Ye Min Aung predicted rice exports will remain stable at around 2 million tonnes in the 2022-23 fiscal year, bringing in $800 million. He said that so far this fiscal year, ending in March 2023, exports have totalled over 1 million tonnes, with the next four months expected to see the most exports. Rice is one of Myanmar’s biggest export earners, and the country is the world’s seventh largest exporter of rice, with China serving as the largest buyer.
Myo Tint Tun said a new contract farming system for summer paddy is still being planned. “We are discussing with region and state governments. It is not complete yet,” he said, explaining that sub-national administrations needed to decide how many acres and which farmers would be involved. Under the contract system, the junta will extend loans to private entrepreneurs, rice millers and rice companies to work with farmers.
From the K400 billion State Economic Promotion Fund, the regime says it will use K230 billion for cultivation of 850,000 acres of summer paddy and 500,000 acres of green gram rice in the 2022-23 fiscal year. Farmers will not be given cash directly but K200,000 worth of seeds, chemical fertiliser and diesel per acre.
Ye Min Aung said the Myanmar Rice Federation invited interested rice millers and rice companies in September and received proposals from around 40 companies for the scheme, which will be underway by January.
“This programme is aimed at promoting summer paddy production and will be mostly implemented in Ayeyarwady, Bago and Yangon regions,” he said. “Summer paddy is important and if the production rate is good, the local and export market will benefit.”
But four of the five farmers interviewed by Frontier said they were not interested in this contract system and that they simply wanted lower input prices.
Regime ‘not showing goodwill’
The basic reference or guaranteed floor price for paddy was set by the junta at K630,000 for 100 baskets on November 11 for this year’s monsoon paddy and the summer paddy early next year.
Although ostensibly aimed at protecting farmers’ income, those interviewed by Frontier said that at about half the market price, it offered no real protection at all.
“They [the regime] set the basic price each year just as a formality. They are not showing goodwill towards farmers,” said Ko Ko.
However, Ye Min Aung insisted that the basic reference price only acts as a guaranteed floor in case prices fall too far.

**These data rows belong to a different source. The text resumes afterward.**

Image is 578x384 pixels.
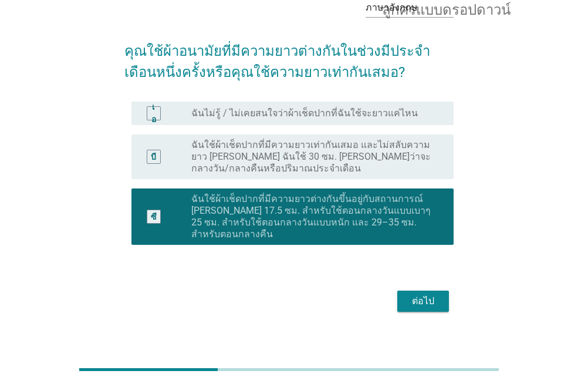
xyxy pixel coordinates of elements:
[365,2,418,13] font: ภาษาอังกฤษ
[191,139,430,174] font: ฉันใช้ผ้าเช็ดปากที่มีความยาวเท่ากันเสมอ และไม่สลับความยาว [PERSON_NAME] ฉันใช้ 30 ซม. [PERSON_NAM...
[191,193,430,239] font: ฉันใช้ผ้าเช็ดปากที่มีความยาวต่างกันขึ้นอยู่กับสถานการณ์ [PERSON_NAME] 17.5 ซม. สำหรับใช้ตอนกลางวั...
[397,290,449,311] button: ต่อไป
[151,151,156,161] font: บี
[151,102,156,124] font: เอ
[412,295,434,306] font: ต่อไป
[151,211,157,220] font: ซี
[191,107,418,118] font: ฉันไม่รู้ / ไม่เคยสนใจว่าผ้าเช็ดปากที่ฉันใช้จะยาวแค่ไหน
[382,1,510,15] font: ลูกศรแบบดรอปดาวน์
[124,43,430,80] font: คุณใช้ผ้าอนามัยที่มีความยาวต่างกันในช่วงมีประจำเดือนหนึ่งครั้งหรือคุณใช้ความยาวเท่ากันเสมอ?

He pointed out that the price was decided by the Leading Body for the Protection of Farmers’ Rights and Enhancement of their Benefits. Set up after a law passed in 2013, it is composed of agriculture ministry and other officials, private business-owners, farmers’ organisations, technicians and state and regional ministers of agriculture.
Myint Wai, the farmer in Ayeyarwady, said farmers could not survive at that price.
“If farmers were to sell their paddy at the basic price announced by the government, you would have to go to the museum to see one,” he declared.